Scientifically and medically speaking, death is usually defined as the total and irreversible cessation of cardiopulmonary function, or of the function of the entire brain, including the brain stem. The two criteria for declaring death are, then, the traditional criterion, that is, circulatory-respiratory criteria (the patient’s heart stops beating and he/she no longer breaths) and the recent neurological or “brain death” criterion.

Ethically speaking, the cardiorespiratory criterion offers no major problem. The questions come mainly from science and are solved by science. The clinical signs of death are determined by medicine.

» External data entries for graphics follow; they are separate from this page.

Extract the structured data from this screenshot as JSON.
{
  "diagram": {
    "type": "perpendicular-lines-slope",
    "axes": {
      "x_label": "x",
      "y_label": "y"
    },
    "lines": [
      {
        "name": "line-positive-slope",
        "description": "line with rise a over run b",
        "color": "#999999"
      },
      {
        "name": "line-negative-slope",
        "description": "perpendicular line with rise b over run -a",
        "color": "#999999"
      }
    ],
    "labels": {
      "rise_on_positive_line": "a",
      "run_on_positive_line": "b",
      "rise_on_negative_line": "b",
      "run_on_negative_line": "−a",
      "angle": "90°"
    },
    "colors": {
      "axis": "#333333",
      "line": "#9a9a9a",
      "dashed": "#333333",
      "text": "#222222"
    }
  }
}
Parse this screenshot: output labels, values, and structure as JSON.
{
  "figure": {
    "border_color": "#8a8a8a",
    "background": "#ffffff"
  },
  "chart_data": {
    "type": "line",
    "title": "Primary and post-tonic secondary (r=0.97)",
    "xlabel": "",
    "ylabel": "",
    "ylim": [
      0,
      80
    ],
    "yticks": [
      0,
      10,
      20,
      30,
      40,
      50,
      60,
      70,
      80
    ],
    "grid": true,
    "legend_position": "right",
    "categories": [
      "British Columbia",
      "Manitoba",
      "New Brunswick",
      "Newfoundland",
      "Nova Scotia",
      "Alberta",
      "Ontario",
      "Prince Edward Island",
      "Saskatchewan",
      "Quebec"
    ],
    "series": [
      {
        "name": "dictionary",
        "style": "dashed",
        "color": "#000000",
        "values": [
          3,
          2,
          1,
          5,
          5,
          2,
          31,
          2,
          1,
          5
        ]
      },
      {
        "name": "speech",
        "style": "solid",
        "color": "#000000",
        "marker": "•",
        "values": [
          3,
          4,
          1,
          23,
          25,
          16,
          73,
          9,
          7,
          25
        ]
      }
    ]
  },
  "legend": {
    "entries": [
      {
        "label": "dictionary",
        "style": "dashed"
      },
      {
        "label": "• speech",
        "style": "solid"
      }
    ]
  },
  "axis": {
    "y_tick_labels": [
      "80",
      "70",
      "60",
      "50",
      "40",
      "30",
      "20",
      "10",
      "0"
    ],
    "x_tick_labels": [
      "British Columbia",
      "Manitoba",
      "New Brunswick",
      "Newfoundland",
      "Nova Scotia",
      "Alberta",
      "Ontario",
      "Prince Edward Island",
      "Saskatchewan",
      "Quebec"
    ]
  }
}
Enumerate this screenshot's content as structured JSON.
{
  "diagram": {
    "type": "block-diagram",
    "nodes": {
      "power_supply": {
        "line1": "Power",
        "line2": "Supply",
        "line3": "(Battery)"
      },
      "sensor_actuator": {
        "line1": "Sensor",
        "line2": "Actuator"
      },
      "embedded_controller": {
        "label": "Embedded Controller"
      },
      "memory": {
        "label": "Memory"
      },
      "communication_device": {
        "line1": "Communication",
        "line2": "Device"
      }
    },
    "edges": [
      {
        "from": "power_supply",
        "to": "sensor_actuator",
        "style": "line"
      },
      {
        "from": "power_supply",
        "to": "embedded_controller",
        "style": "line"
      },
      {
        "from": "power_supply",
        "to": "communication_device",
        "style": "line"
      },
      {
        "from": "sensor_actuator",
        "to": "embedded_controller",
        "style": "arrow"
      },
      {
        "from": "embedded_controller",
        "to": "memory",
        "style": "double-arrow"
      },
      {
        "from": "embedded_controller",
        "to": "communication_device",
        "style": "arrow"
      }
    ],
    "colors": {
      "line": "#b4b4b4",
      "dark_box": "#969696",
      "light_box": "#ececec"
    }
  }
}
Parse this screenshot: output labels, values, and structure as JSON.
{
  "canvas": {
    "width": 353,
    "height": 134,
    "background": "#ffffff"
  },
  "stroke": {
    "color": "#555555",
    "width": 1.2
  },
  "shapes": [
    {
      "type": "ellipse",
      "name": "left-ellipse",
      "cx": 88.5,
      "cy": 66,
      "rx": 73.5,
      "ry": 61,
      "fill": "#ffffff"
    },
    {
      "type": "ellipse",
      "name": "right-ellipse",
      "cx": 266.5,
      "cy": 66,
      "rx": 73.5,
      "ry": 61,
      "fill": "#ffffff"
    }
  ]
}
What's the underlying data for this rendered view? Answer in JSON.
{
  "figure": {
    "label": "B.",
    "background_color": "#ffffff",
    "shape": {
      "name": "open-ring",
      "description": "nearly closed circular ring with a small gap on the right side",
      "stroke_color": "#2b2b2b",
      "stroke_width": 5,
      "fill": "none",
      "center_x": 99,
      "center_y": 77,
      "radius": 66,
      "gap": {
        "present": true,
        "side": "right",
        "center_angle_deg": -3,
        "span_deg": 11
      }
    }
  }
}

Good science, moreover, base good ethical guidelines.

Concerning the “brain-death’ criterion, John Paul II affirms (Address, August 29, 2000): “It can be said that the criterion adopted in more recent times for ascertaining the fact of death, namely the complete and irreversible cessation of brain activity, if rigorously applied, does not seem to conflict with the essential elements of a sound anthropology. Therefore a health-worker professionally responsible for ascertaining death can use these criteria in each individual case as the basis for arriving at that degree of assurance in ethical judgment which moral teaching describes as ‘moral certainty.’ This moral certainty is considered necessary and sufficient basis for an ethically correct course of action.”

The Polish Pope adds: Not to respect “objective and adequate criteria which verify the death of the donor in order to increase the availability of organs for transplants” would amount to a form of euthanasia – or murder. If there is no certainly in declaring death through the criteria of “brain death,” then the “principle of precaution must prevail” (Pope Benedict XVI). Certainly, in cases of real doubt, life has preference over death.   

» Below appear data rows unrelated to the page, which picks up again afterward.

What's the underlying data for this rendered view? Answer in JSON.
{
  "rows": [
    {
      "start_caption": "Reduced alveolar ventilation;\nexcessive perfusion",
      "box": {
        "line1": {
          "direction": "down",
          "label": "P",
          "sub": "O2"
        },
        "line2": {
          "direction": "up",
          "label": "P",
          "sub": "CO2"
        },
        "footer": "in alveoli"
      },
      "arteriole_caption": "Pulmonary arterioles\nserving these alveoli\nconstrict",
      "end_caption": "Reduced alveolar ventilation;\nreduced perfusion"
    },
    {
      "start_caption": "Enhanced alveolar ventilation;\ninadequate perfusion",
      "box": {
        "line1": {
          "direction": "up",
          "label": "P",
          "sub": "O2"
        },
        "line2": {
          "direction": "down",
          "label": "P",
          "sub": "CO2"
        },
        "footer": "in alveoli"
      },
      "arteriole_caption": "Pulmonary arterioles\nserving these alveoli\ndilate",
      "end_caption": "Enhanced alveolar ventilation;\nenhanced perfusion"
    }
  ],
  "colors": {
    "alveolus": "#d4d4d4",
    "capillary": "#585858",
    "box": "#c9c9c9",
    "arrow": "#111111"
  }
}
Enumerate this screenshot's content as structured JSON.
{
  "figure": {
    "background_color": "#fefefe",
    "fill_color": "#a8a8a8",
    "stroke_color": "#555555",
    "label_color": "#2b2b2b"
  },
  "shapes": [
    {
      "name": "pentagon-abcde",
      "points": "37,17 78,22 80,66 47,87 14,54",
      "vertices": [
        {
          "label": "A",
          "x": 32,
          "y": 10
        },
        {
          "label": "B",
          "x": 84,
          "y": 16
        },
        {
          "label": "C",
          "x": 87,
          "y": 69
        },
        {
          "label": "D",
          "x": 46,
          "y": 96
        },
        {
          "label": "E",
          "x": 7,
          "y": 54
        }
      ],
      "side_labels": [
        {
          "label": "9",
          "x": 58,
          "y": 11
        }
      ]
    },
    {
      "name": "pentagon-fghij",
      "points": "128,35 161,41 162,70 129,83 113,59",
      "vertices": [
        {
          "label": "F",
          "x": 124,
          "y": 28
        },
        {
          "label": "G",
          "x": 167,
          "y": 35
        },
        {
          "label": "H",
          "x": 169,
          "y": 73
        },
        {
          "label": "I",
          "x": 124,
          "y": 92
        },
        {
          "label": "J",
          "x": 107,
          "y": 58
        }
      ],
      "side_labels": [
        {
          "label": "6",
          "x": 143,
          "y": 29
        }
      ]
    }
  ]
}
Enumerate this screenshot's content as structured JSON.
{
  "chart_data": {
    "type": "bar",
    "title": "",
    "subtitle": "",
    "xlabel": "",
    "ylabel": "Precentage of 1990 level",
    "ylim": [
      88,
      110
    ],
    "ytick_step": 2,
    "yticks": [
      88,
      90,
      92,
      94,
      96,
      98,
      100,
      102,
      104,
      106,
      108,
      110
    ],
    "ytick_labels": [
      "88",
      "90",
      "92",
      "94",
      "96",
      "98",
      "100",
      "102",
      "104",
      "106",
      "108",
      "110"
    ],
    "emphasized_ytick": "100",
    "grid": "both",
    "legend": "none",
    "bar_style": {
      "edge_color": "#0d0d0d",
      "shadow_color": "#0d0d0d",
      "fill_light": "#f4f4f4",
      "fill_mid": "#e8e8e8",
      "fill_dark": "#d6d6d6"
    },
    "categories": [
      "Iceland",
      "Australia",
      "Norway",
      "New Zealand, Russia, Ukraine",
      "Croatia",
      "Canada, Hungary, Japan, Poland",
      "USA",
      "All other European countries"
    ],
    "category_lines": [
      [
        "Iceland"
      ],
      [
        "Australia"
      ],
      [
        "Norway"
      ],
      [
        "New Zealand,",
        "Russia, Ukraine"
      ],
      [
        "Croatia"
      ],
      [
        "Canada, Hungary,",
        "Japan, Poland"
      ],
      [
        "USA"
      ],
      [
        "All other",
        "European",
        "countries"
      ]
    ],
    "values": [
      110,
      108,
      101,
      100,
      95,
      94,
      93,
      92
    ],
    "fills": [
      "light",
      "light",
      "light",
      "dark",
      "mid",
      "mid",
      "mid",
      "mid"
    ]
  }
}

Regarding the issue of consent, we ask another ethical question: Is there informed consent from the donor or from his/her surrogate decision-makers? Before his/her death, the capable donor gives explicit free and informed consent for the removal of an organ after his/her death, perhaps through an advance directive or living will, or a donor’s card (in this case, we speak of an opt-in approach). If the patient explicitly expressed refusal to donate the organs no organ may be procured from the body of the deceased person (this is an opt-out approach). The opt-out approach considers everyone a presumed donor, unless the patient, or representative expressed the will not to donate an organ. “Forced donations” (for instance from prisoners) are universally condemned (Bioethicist Bernadette Tobin). 

Therefore, when there is no explicit consent for donation or no explicit refusal (non-opposition to donate) by the deceased donor (before death), or the family of the deceased person or a legitimate representative (after death), there is presumed consent. Presumed consent is already lawful in many European countries, and also in Brazil and Singapore. Writes bioethicist James Childress: presumed consent or donation “assumes that the individual (and/or the family) owns and has dispositional authority over cadaver organs, and that the decedent’s prior failure (or the family’s current failure) to dissent constitutes consent.” 

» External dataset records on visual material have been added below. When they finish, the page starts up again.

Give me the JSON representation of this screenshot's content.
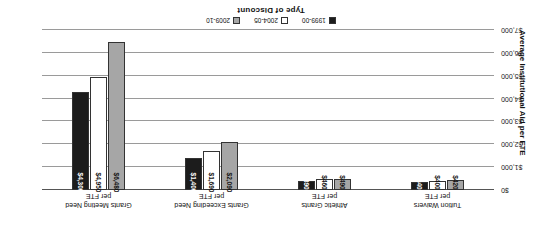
{
  "chart_data": {
    "type": "bar",
    "title": "",
    "xlabel": "Type of Discount",
    "ylabel": "Average Institutional Aid per FTE",
    "orientation": "vertical-grouped",
    "rotated_180": true,
    "grid": true,
    "legend_position": "bottom",
    "ylim": [
      0,
      7000
    ],
    "yticks": [
      0,
      1000,
      2000,
      3000,
      4000,
      5000,
      6000,
      7000
    ],
    "ytick_labels": [
      "$0",
      "$1,000",
      "$2,000",
      "$3,000",
      "$4,000",
      "$5,000",
      "$6,000",
      "$7,000"
    ],
    "categories": [
      "Tuition Waivers\nper FTE",
      "Athletic Grants\nper FTE",
      "Grants Exceeding Need\nper FTE",
      "Grants Meeting Need\nper FTE"
    ],
    "series": [
      {
        "name": "2009-10",
        "color": "#a6a6a6",
        "values": [
          420,
          490,
          2090,
          6480
        ],
        "labels": [
          "$420",
          "$490",
          "$2,090",
          "$6,480"
        ]
      },
      {
        "name": "2004-05",
        "color": "#ffffff",
        "values": [
          400,
          460,
          1690,
          4950
        ],
        "labels": [
          "$400",
          "$460",
          "$1,690",
          "$4,950"
        ]
      },
      {
        "name": "1999-00",
        "color": "#1c1c1c",
        "values": [
          340,
          390,
          1400,
          4300
        ],
        "labels": [
          "$340",
          "$390",
          "$1,400",
          "$4,300"
        ]
      }
    ]
  },
  "axis": {
    "x_title": "Type of Discount",
    "y_title": "Average Institutional Aid per FTE"
  },
  "categories": [
    {
      "line1": "Tuition Waivers",
      "line2": "per FTE"
    },
    {
      "line1": "Athletic Grants",
      "line2": "per FTE"
    },
    {
      "line1": "Grants Exceeding Need",
      "line2": "per FTE"
    },
    {
      "line1": "Grants Meeting Need",
      "line2": "per FTE"
    }
  ],
  "legend": {
    "items": [
      {
        "label": "1999-00",
        "color": "#1c1c1c"
      },
      {
        "label": "2004-05",
        "color": "#ffffff"
      },
      {
        "label": "2009-10",
        "color": "#a6a6a6"
      }
    ]
  },
  "ticks": [
    {
      "label": "$0",
      "value": 0
    },
    {
      "label": "$1,000",
      "value": 1000
    },
    {
      "label": "$2,000",
      "value": 2000
    },
    {
      "label": "$3,000",
      "value": 3000
    },
    {
      "label": "$4,000",
      "value": 4000
    },
    {
      "label": "$5,000",
      "value": 5000
    },
    {
      "label": "$6,000",
      "value": 6000
    },
    {
      "label": "$7,000",
      "value": 7000
    }
  ]
}
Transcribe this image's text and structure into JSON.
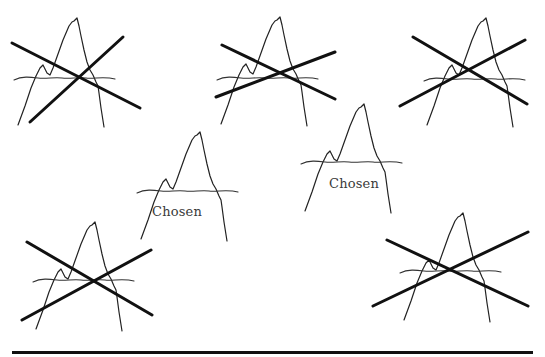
{
  "diagram": {
    "type": "figure-selection-illustration",
    "top_caption_fragment": "(cut-off line of text at top edge)",
    "chosen_label": "Chosen",
    "figures": [
      {
        "id": "fig-1",
        "position": "top-left",
        "status": "rejected",
        "crossed_out": true
      },
      {
        "id": "fig-2",
        "position": "top-center",
        "status": "rejected",
        "crossed_out": true
      },
      {
        "id": "fig-3",
        "position": "top-right",
        "status": "rejected",
        "crossed_out": true
      },
      {
        "id": "fig-4",
        "position": "middle-left",
        "status": "chosen",
        "crossed_out": false,
        "label": "Chosen"
      },
      {
        "id": "fig-5",
        "position": "middle-right",
        "status": "chosen",
        "crossed_out": false,
        "label": "Chosen"
      },
      {
        "id": "fig-6",
        "position": "bottom-left",
        "status": "rejected",
        "crossed_out": true
      },
      {
        "id": "fig-7",
        "position": "bottom-right",
        "status": "rejected",
        "crossed_out": true
      }
    ],
    "colors": {
      "stroke": "#222222",
      "cross": "#111111",
      "label": "#3a3a3a",
      "background": "#ffffff"
    }
  },
  "labels": {
    "chosen_1": "Chosen",
    "chosen_2": "Chosen"
  }
}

With the Catechism of the Catholic Church (CCC, no. 2296), we sum up the teaching of the Church on the matter: “Organ donation after death is a noble and meritorious act and is to be encouraged as an expression of generous solidarity. It is not morally acceptable if the donor or his proxy has not given explicit consent. Moreover, it is not morally admissible directly to bring about the disabling mutilation or death of a human being, even in order to delay the death of other persons.”